What's in a caffé latte? There's enough in the remains of this morning's one you half-see above for me to celebrate it with a photo. It is Monday 10th March and I haven't made one - usually a Saturday or Sunday morning treat - since about 21st December. What makes it a caffé latte rather than a milky coffee? It is the little Italian coffee-maker, made, it so happens in China, and how the words link each one - each milky coffee I've ever made - to the first such, made in Italy in the apartment of Andrea's parents above the pharmacy on the main street of Santa Margherita Ligure in, I think it was, August 1980.
So pleasurable is the preparing and partaking of a caffé latte that I have, it seems, to already be in a pleasure zone, have to already have enough pleasure in my life, for it - the idea of making one - to form. It is clearly not enough to see one of the parts of the machine for a latte to come into my head: in my tiny kitchen, I must have seen them dozens of times over all the mornings between 21st December and 10th March.
That I made one this morning - it was good - is a sign that my mood is finally improving, following disimprovement on the 22nd December connected to an unpleasant meeting to do with this.
And the geek in the corner? That's Siegfried Kracauer, the German writer, philosopher and theorist of photography and film. My own theory about him - of which, some other time - is that his ugliness played a defining role in the development of his thinking. Harry Graf Kessler writes in his Diaries, in the one fleeting reference to Kracauer, of his "monstrous ugliness I can't get used to"1.
And the photo?
(To be continued)
Notes
1. Harry Graf Kessler, Tagebücher, Ed. Wolfgang Pfeiffer-Belli, Insel Taschenbuch, Frankfurt, 1996, p. 763.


Exercise goal
Using the records that appear below, write out exactly the lines from the one with "Task: Click on the a: GMC" through the one with "The width and height of the screenshot is (1450, 662).", keeping both end lines.

Source material
━━━━━━━━━━━━━━━━━━━━━━━━━━━━━━

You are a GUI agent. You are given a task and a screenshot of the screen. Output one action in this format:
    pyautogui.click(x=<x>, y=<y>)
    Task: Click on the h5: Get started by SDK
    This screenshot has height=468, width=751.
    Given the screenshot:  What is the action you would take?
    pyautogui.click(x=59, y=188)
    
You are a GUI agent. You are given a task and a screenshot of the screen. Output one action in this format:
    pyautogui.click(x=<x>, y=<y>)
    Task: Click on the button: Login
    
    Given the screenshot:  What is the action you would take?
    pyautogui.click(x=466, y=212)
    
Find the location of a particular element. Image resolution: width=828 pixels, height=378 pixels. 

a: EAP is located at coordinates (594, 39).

━━━━━━━━━━━━━━━━━━━━━━━━━━━━━━

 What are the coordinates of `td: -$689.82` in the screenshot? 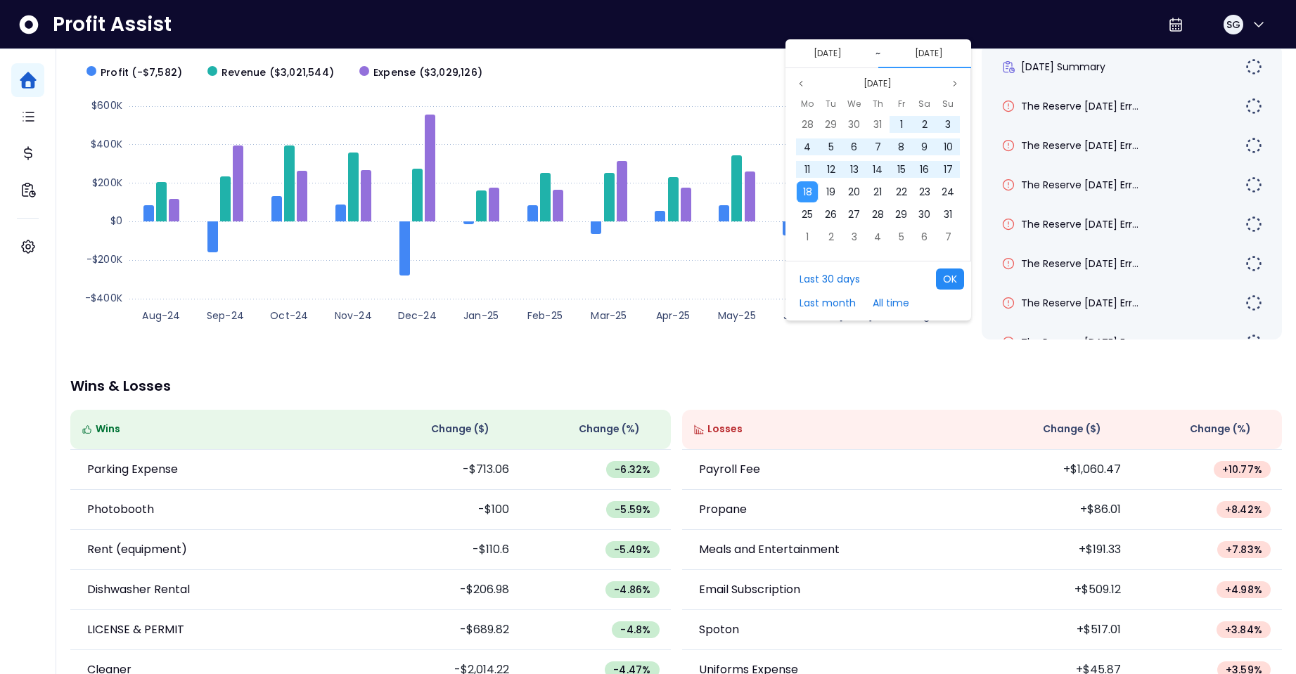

━━━━━━━━━━━━━━━━━━━━━━━━━━━━━━

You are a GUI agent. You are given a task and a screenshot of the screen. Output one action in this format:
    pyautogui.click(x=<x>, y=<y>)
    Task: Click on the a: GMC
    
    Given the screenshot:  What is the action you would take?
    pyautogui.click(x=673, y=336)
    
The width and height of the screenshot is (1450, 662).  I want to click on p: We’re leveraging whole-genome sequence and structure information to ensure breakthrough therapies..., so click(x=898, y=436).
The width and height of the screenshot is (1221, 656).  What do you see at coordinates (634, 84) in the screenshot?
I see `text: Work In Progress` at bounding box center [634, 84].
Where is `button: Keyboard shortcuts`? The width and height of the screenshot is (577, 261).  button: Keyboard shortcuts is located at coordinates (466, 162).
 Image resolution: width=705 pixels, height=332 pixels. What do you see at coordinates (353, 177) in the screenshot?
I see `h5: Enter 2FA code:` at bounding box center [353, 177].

━━━━━━━━━━━━━━━━━━━━━━━━━━━━━━

Solved problem
    Task: Click on the a: GMC
    
    Given the screenshot:  What is the action you would take?
    pyautogui.click(x=673, y=336)
    
The width and height of the screenshot is (1450, 662).  I want to click on p: We’re leveraging whole-genome sequence and structure information to ensure breakthrough therapies..., so click(x=898, y=436).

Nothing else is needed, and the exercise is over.